On Sat, Mar 11, 2006 at 08:45:29PM -0500, Jeff Garzik wrote:
>
> This is adding a bug.
>
> The IOMMU worst case requires a split for each s/g entry, due to DMA
> boundary issues. See mv_fill_sg() or ata_fill_sg().
>
> Thus, the above "/ 2" is required.
Okay I figured it out - here we are using the SCSI sg driver, and
a scatter-gatter entry generated by that driver will never cross
a page boundery (nor a DMA boundary), because each userspace page
is mapped into one scatter-gatter entry, so in that case the "/ 2"
isn't needed. Coming to think about it, that's only valid on x86
and x86_64. Are there other architectures that break that assumption?

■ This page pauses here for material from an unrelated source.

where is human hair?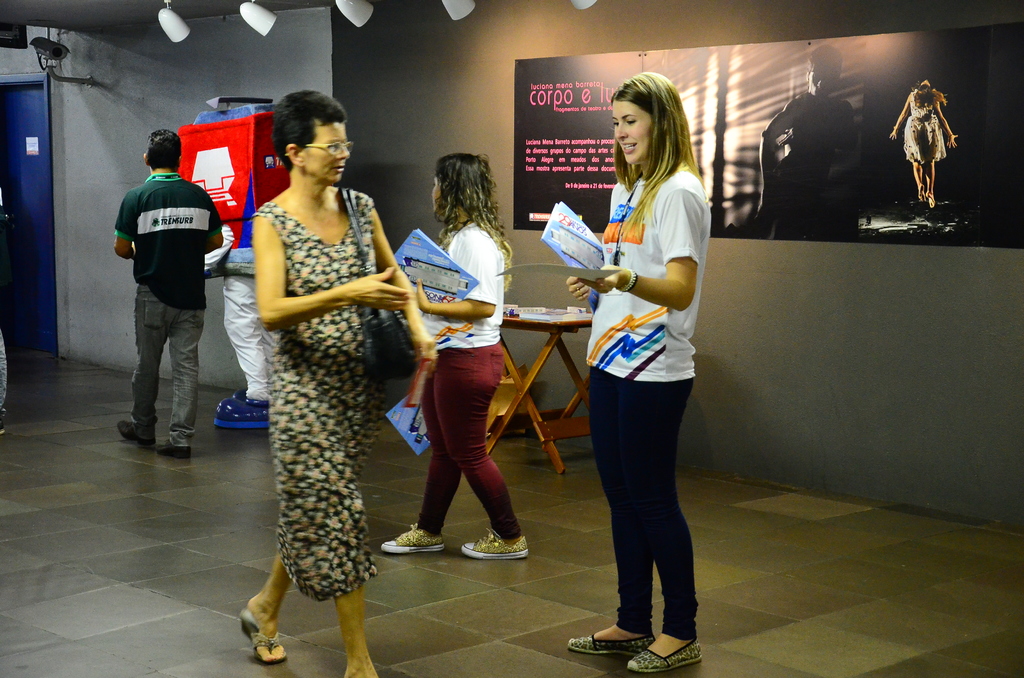
bbox(273, 90, 346, 174).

I'd still want to be able to read/write 1MB at a time, otherwise
it would require massive userspace code rewrites in our application,
(limiting it to 0.5MB). Do you have any suggestions about how to do
that? I mean, it is not trivial to pass 128 entries of 2*PAGE_SIZE
based on userspace memory.
p.s. I thought scatter-gatter entries are only valid for the page
they point to, it's good to learn new things :)
--
Dan Aloni
[email protected], [email protected], [email protected], [email protected]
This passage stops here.